Greg Tassone wrote:
> On Sat, 2005-12-24 at 16:34 +0200, Petteri Räty wrote:
>
>>At the moment we have old versions of at least
>>dev-java/{kaffe,jamvm,sablevm} marked stable. The open source java stack
>>is starting to be usable but these old versions certainly are not drop
>>in replacements for the proprietary ones. This in mind I propose that we
>>move everything to ~arch and re-evaluate them going stable when the time
>>is right. To give everyone time for objections I plan on moving the
>>versions to ~arch in January.
>
>
> I think the above statements need some clarification. Are you saying
> that you want to take the currently-marked-as-stable versions of these
> packages in Portage and change them to ~arch? If so, that is probably a
> bad idea for several reasons, chief of which is the many
> questions/complaints we will all receive when world updates are trying
> to downgrade packages, or worse, when the new Portage starts complaining
> about a broken state of the world file due to "No packages being
> available for [whatever]".
Yes, you got it right. I want to change KEYWORDS from ~x86 to x86.
>
> Instead I would suggest leaving the existing flags as-is, and bump revs
> on (new) ebuilds (or newer versions if they exist) and just flag those
> as appropriate.
Well seeing that I haven't gotten anyone agreeing with me, that is what
I should do.
>
> I think most/all folks using those packages are aware of their limited
> compatibility with the proprietary VM's. Therefore, the risk of leaving
> the current versions "stable" is probably minimal.

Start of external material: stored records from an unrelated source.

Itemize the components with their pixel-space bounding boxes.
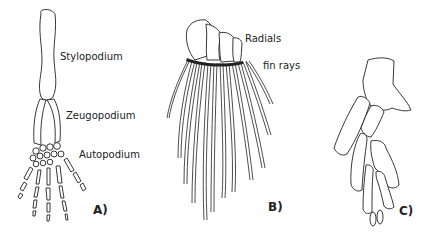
panel-label-c: C) — [399, 205, 413, 217]
label-fin-rays: fin rays — [263, 61, 300, 71]
distal-bones — [351, 133, 399, 226]
panel-label-b: B) — [268, 201, 283, 213]
label-radials: Radials — [245, 34, 281, 44]
label-autopodium: Autopodium — [79, 150, 140, 160]
panel-c-skeleton-drawing — [0, 0, 427, 237]
panel-label-a: A) — [93, 204, 108, 216]
label-zeugopodium: Zeugopodium — [66, 111, 135, 121]
label-stylopodium: Stylopodium — [60, 52, 123, 62]
limb-evolution-figure: Stylopodium Zeugopodium Autopodium A) Ra… — [0, 0, 427, 237]
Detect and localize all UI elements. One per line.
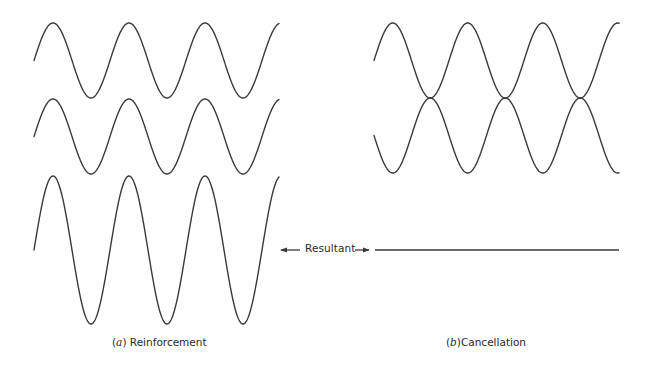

This is probably mostly true, but let's see what eix jamvm says:
betelgeuse@pena /usr/share/doc $ eix jamvm
* dev-java/jamvm
Available versions: 1.3.0 1.3.1 1.3.3 1.4.1
Installed: none
Homepage: http://jamvm.sourceforge.net/
Description: An extremely small and specification-compliant
virtual machine.
jamvm is of course spefication-compliant so this is true, but
gnu-classpath is far from being compatible with the Sun class library
(1.4).
>
> As a worst-case, if you're really concerned about users misconstruing
> the supposed "stable" status of these packages, you could always add
> some einfo/ewarn style messages to explain it on those versions.
>
Here lies the reason of me not liking them being stable. Stable packages
just shouldn't have these einfo or ewarn messages.